About 600 high school students have crossed from Ethiopia into Kenya during the past week, claiming the Ethiopian government is harassing them.

A spokesman for the U.N. High Commissioner for Refugees, Emmanuel Nyabera, says the students fled their boarding school after a crackdown by the Ethiopian security forces.

Mr. Nyabera says the students told U.N. officials the security forces started arresting students who were protesting the housing of soldiers in their dormitories.

Mr. Nyabera says U.N. refugee officials are meeting with Ethiopian government representatives and others to determine whether it would be safe to send the students home.

"Our priority at the moment is to discuss with the Kenya government and with the Ethiopian government to ensure that they return in a dignified and secure manner back to Ethiopia," he explained.

Failing that, says Mr. Nyabera, the students who qualify for refugee status can stay at refugee camps in Kenya.

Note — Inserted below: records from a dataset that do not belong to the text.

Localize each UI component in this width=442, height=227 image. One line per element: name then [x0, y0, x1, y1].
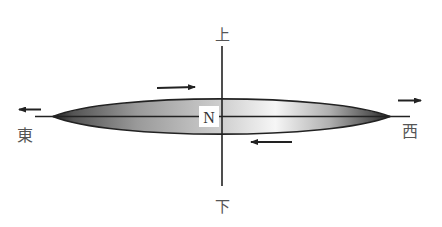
center-label-n: N	[203, 109, 215, 126]
label-west: 西	[402, 122, 418, 141]
label-east: 東	[17, 126, 33, 145]
label-top: 上	[215, 26, 230, 44]
rotation-arrow-top-icon	[157, 87, 195, 88]
label-bottom: 下	[215, 198, 230, 216]
diagram-canvas: N 上 下 東 西	[0, 0, 442, 227]
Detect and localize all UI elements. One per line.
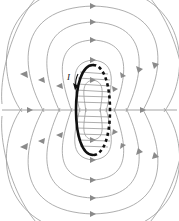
arrowhead-lower-right-d	[112, 129, 118, 135]
field-line-upper-6	[6, 0, 179, 112]
arrowhead-upper-3	[90, 37, 96, 43]
arrowhead-lower-5	[90, 211, 96, 217]
magnetic-field-figure: I	[0, 0, 179, 221]
field-line-upper-3	[62, 40, 123, 112]
interior-line-9	[76, 128, 111, 129]
arrowhead-upper-2	[90, 57, 96, 63]
arrowhead-upper-1	[90, 77, 96, 83]
arrowhead-upper-5	[90, 3, 96, 9]
arrowhead-lower-4	[90, 195, 96, 201]
arrowhead-lower-left-b	[20, 143, 28, 150]
interior-line-7	[75, 116, 111, 117]
arrowhead-lower-right-a	[120, 143, 126, 149]
interior-line-6	[75, 102, 111, 103]
interior-line-5	[76, 96, 111, 97]
arrowhead-lower-left-a	[38, 138, 45, 144]
field-line-upper-4	[47, 22, 139, 112]
arrowhead-upper-right-d	[112, 86, 118, 92]
arrowhead-lower-left-c	[56, 132, 63, 138]
current-indicator: I	[66, 72, 79, 90]
field-line-lower-3	[62, 108, 123, 180]
arrowhead-lower-2	[90, 157, 96, 163]
arrowhead-upper-left-b	[20, 71, 28, 78]
field-line-lower-4	[47, 108, 139, 198]
interior-line-10	[77, 134, 111, 135]
arrowhead-lower-1	[90, 137, 96, 143]
interior-line-3	[77, 84, 111, 86]
arrowhead-lower-3	[90, 177, 96, 183]
arrowhead-axis-left	[27, 107, 33, 113]
arrowhead-upper-right-a	[120, 72, 126, 78]
field-line-diagram: I	[0, 0, 179, 221]
field-line-lower-1	[84, 108, 102, 140]
field-lines-interior	[75, 72, 111, 147]
field-lines-lower	[2, 108, 179, 221]
interior-line-8	[76, 122, 111, 123]
arrowhead-upper-left-a	[38, 77, 45, 83]
arrowhead-upper-4	[90, 19, 96, 25]
current-label: I	[66, 72, 71, 82]
arrowhead-upper-left-c	[56, 83, 63, 89]
arrowhead-axis-right	[140, 107, 146, 113]
interior-line-4	[76, 90, 111, 92]
field-line-lower-6	[6, 108, 179, 221]
field-lines-upper	[2, 0, 179, 112]
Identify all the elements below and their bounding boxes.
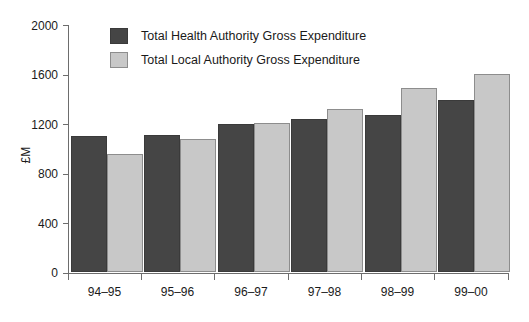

Mr. Nyabera says it is not clear why the soldiers are being billeted in the schools' facilities.

The students told U.N. refugee officials they think there is also an ethnic dimension to the crackdown.

"They were saying that they were being targeted also because almost all of them are Oromos," he said.

The Ethiopian government has had long-running battles with the Oromo Liberation Front, a southern rebel group that wants the area to separate from Ethiopia. The group, along with human rights organizations and others, has charged that the Ethiopian government represses and discriminates against ethnic Oromos.

Attempts by VOA to contact Ethiopian government officials for comment were not successful.

News agencies quoted Information Minister Bereket Simon as accusing the Oromo Liberation Front of promising the students money and scholarships to schools in the United States and Canada if they crossed the border into Kenya and claimed that they were being persecuted.

Mr. Bereket urged the students to come home, saying they have done nothing wrong.